Today I went to the Deutsches Museum, not really knowing what to expect. Museums can be hit or miss. I hadn't been to one in a long time, so I was prepared for the worst case scenario: seeing the exact same things as any other museum. Things got off to a good start when I pulled off my usual 'I'm still a student' scam, and got in for 3 euros instead of 8. I wandered inside, cheerful to be out of the bitter cold and cheerful to have enough change to catch the U-Bahn back again later.

The place was enormous. I didn't know where to start so I just walked. I found myself in a hall full of engines and motors, electrical equipment, cranks to turn, buttons to press, explosions going off in the distance, electricity dancing off coils. It was like being in a mad scientist's laboratory. I was entranced. I hadn't expected this at all. I wandered around, and gazed for a time at a massive Porsche engine that could get a 1 and a half tonne car to 100km/h in 5.9s. I stared in wonder at the poorly translated information, and I marveled at the contraption itself. It's strange metallic parts. Pistons and pumps and all things that I don't know the slightest thing about. Not for the first time in my life, I felt that strange pang, that wistful fleeting feeling, that wish that that spark of interest was just that bit bigger and I could be more like Dad and be into the car thing.

I wandered through every field of science, a new one in each room. It's easy to see why so many scientists (or 'natural philosophers' as it were) were multi-disciplinary beings, following their diverse interests to wherever they took them. The world's too damn interesting to specialise in just one thing.

Then I found the good stuff: the aviation section, and the space section. I wandered around taking photos of flying things like my life depended on it. I felt a bit giddy, and I must have been grinning like an idiot.

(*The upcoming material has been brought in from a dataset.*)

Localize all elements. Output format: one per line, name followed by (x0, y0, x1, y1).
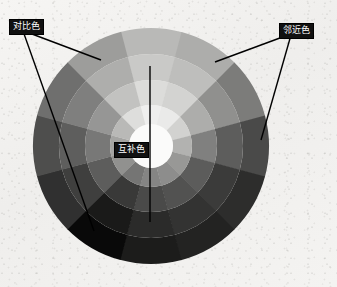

I don't know how many hours I wandered through that enormous place... more than 3 but I'm not sure how many more. It was a good day. After that I went walking in the soft snow-flaky air until I found myself at Odeonsplatz. I bought a hot chocolate at a Starbucks to warm my hands, and kept walking towards the hostel. In an underpass a young German-speaker approached me asking for help. He didn't know how to get to Ostbahnhof. What is it about me? I always get asked these things. Matt the Integrator. He was a cute kid, roughly my age, and I tried to help him out as best I could. I walked on, whistling to myself and passing the hot plastic cup from hand to hand.

I think the reason I enjoyed the museum so much is that it made me remember something about myself. Something I haven't thought about for a really long time: that I am such a boy sometimes. Haha.